Quotulatiousness

March 22, 2012

More on the New Orleans Saints

Filed under: Football — Tags: , , , — Nicholas @ 09:30

Skol Girl” writes at Daily Norseman on the less obvious victims of the bounty program defensive coordinator Gregg Williams ran:

A few years back a close friend of mine was working in France and she said that one of the business metaphors frequently used to try to encourage a sense of working together was American football. She said the French business people used American football as a metaphor because they felt it was one of the best examples of nothing getting accomplished truly on one’s own. Even the most novice football fan would probably agree, nobody in American football carries the show single-handedly. Just as a combination of players can help a single player make a play, so too can a single player undo the work of everyone else on the field.

Well, in New Orleans, the defense just tainted and, basically, undid everything that the other players on the team worked for during that Championship* season. Drew Brees may have had nothing to do with the bounties, heck, he might not have even known about the bounty program, but his legacy as a player has the same asterisk next to it that Darren “X Marks the Spot” Sharper has.

A lot of players talking about what they miss after they retire from football say they miss the camaraderie of the locker room. That’s one of the reasons Brett Favre gave for returning to the Vikings in 2010 after the pounding he took during that NFC Championship game against the Saints. But the non-bounty program players on the Saints have to be feeling like their comrades just dinged them in the nuts.

The same goes for the Saints’ fans. In 2006 New Orleans was still fresh from the devastation of Hurricane Katrina when the Saints brought Drew Brees in from sunny San Diego. Brees and Payton had a great connection that produced some great on-field play and it gave Saints fans something to enjoy, something good to identify with–the sense that their team was coming back swinging just like they were. The team might not have originated all the messianic overtones that went along with choosing to stay in the rebuilding city, but they certainly benefited from them. So did the NFL, which loved and promoted the inspirational storyline that mirrored the Saints journey with that of the damaged, but recovering, city.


Find each line in the records below that contains the word "start", and copy it out.

------------------------------------

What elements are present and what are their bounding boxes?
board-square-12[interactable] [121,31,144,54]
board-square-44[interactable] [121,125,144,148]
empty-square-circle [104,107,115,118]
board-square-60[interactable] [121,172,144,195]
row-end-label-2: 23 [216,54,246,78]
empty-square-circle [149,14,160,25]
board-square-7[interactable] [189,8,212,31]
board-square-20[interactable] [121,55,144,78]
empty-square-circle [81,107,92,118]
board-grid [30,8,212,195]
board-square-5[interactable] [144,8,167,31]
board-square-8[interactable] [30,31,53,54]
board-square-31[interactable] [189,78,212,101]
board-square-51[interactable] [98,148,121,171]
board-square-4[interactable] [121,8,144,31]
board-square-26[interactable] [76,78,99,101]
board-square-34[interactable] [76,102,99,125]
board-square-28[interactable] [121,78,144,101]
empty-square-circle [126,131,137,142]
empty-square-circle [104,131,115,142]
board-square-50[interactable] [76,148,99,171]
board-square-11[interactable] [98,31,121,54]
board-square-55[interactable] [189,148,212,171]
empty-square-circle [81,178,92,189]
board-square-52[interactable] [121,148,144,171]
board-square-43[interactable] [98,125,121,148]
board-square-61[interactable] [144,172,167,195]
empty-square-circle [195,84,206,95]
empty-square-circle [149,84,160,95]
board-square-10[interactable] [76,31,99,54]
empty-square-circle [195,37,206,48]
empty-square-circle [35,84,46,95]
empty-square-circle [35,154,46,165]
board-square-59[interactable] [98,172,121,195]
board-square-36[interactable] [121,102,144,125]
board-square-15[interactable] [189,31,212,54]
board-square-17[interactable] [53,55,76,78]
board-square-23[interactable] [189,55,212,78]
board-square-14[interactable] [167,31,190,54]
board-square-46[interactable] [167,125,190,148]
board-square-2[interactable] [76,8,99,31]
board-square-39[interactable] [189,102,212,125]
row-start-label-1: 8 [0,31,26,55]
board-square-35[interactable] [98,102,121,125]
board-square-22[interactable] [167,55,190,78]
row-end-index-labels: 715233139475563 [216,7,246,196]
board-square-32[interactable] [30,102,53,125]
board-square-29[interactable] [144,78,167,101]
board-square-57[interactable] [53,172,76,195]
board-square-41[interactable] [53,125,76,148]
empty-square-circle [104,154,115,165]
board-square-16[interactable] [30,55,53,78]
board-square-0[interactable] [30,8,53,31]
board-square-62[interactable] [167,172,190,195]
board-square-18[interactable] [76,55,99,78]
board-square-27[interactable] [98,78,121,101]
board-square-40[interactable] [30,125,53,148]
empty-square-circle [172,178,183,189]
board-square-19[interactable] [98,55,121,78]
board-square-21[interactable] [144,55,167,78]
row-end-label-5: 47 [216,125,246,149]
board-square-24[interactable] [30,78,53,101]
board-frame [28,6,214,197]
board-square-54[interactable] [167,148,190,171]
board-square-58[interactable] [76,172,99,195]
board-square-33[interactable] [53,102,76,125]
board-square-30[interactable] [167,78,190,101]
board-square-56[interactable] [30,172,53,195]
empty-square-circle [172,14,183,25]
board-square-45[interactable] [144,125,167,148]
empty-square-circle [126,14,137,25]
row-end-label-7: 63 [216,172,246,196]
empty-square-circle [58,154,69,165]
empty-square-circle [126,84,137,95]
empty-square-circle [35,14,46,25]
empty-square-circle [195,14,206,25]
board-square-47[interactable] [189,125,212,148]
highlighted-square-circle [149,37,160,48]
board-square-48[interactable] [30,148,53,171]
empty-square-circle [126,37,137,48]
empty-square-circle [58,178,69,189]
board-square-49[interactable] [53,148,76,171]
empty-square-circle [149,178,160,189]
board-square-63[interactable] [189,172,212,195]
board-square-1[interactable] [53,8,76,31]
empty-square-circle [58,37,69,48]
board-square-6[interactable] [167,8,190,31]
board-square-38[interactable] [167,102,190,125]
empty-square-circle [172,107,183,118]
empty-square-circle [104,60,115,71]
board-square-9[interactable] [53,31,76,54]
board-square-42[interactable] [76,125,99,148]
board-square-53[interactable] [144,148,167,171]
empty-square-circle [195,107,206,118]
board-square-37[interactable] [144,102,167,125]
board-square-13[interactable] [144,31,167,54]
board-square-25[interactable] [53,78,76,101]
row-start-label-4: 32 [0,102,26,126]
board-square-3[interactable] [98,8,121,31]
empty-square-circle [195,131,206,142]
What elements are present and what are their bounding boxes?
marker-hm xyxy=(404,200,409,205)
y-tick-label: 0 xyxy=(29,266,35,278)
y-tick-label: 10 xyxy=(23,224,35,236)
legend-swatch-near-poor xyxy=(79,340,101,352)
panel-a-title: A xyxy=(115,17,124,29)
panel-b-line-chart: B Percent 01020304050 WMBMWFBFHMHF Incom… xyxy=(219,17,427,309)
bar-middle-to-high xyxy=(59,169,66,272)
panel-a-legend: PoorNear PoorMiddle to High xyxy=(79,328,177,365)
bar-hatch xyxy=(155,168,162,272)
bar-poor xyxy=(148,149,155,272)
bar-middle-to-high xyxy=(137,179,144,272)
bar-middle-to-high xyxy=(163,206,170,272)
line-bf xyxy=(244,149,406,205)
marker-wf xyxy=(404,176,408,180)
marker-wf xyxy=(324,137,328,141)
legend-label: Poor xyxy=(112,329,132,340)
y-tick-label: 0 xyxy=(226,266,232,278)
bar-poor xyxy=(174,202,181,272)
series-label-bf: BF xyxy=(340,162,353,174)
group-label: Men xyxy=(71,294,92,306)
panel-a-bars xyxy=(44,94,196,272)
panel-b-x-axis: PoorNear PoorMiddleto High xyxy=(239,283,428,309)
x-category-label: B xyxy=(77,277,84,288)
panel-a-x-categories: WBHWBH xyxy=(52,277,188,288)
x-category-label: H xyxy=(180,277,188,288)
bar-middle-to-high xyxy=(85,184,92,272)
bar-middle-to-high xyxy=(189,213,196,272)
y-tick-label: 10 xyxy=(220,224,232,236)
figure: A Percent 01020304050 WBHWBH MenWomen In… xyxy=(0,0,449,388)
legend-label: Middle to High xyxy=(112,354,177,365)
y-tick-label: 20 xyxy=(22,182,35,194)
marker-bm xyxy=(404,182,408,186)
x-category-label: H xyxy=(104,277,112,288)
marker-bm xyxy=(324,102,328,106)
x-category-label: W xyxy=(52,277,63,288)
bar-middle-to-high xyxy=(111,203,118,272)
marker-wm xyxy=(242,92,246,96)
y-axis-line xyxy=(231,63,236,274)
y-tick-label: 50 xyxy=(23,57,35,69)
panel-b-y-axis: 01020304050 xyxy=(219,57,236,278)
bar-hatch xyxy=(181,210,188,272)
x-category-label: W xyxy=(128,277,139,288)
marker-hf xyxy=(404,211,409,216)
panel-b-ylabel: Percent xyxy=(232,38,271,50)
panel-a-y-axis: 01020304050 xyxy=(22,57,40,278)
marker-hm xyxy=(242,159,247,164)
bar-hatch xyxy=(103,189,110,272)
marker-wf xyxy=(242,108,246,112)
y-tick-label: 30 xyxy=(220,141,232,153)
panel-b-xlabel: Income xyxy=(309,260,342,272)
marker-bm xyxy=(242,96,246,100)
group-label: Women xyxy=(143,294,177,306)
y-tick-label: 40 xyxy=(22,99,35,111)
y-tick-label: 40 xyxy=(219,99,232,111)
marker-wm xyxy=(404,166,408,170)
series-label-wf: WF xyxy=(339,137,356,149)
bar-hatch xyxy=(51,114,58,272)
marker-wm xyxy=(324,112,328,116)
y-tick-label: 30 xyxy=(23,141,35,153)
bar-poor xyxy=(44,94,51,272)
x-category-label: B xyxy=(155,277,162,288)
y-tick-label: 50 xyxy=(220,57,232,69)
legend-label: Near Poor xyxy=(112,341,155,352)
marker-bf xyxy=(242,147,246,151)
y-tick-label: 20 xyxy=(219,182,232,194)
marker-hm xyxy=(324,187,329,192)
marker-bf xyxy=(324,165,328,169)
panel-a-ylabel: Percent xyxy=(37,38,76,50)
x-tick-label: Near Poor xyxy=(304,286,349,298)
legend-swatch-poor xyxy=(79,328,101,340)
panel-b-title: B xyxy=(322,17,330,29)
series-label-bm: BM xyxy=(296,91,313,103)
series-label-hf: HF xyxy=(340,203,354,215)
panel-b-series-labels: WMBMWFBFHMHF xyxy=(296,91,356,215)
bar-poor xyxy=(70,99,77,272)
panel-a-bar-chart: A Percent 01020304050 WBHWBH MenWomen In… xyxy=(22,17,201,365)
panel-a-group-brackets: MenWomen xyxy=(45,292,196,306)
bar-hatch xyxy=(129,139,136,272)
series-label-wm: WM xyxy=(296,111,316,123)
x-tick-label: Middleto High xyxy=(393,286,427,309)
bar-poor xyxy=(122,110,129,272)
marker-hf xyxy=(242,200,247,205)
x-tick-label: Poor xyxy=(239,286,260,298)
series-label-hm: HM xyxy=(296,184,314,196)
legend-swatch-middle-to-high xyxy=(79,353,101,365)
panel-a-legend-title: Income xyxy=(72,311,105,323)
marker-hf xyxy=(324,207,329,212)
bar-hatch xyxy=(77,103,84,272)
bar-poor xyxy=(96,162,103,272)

------------------------------------

Answer for the task -
row-start-label-1: 8 [0,31,26,55]
row-start-label-4: 32 [0,102,26,126]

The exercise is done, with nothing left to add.